→ What to work on:
In the entries below, find the line containing "Identify the location of Twitter.". Write out that line and all lines after it, exactly, and nothing else.

→ The data:
Segment Open

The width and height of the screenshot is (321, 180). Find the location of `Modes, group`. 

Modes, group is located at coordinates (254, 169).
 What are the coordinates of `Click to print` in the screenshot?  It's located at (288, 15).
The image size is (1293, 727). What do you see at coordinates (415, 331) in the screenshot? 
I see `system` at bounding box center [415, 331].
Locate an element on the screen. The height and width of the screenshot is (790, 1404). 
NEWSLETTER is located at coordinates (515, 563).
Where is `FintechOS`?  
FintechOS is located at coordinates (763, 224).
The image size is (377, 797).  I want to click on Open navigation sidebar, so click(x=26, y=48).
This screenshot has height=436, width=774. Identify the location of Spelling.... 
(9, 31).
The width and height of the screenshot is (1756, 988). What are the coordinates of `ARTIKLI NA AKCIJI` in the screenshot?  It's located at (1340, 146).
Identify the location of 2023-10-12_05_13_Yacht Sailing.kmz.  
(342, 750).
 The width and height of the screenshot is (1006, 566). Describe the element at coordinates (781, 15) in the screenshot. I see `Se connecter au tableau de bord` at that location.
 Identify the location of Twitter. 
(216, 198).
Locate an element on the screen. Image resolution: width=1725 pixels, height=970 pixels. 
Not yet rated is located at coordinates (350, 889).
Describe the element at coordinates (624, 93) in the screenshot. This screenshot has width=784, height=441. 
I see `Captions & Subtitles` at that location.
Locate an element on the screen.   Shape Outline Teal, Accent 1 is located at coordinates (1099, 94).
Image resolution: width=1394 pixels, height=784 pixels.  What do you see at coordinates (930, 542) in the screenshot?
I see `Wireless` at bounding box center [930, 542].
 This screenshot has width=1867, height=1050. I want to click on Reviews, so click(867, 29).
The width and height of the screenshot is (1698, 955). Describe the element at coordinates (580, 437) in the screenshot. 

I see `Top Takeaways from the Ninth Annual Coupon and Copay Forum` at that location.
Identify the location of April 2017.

Segment Closed

→ Exercise answer:
 Identify the location of Twitter. 
(216, 198).
Locate an element on the screen. Image resolution: width=1725 pixels, height=970 pixels. 
Not yet rated is located at coordinates (350, 889).
Describe the element at coordinates (624, 93) in the screenshot. This screenshot has width=784, height=441. 
I see `Captions & Subtitles` at that location.
Locate an element on the screen.   Shape Outline Teal, Accent 1 is located at coordinates (1099, 94).
Image resolution: width=1394 pixels, height=784 pixels.  What do you see at coordinates (930, 542) in the screenshot?
I see `Wireless` at bounding box center [930, 542].
 This screenshot has width=1867, height=1050. I want to click on Reviews, so click(867, 29).
The width and height of the screenshot is (1698, 955). Describe the element at coordinates (580, 437) in the screenshot. 

I see `Top Takeaways from the Ninth Annual Coupon and Copay Forum` at that location.
Identify the location of April 2017.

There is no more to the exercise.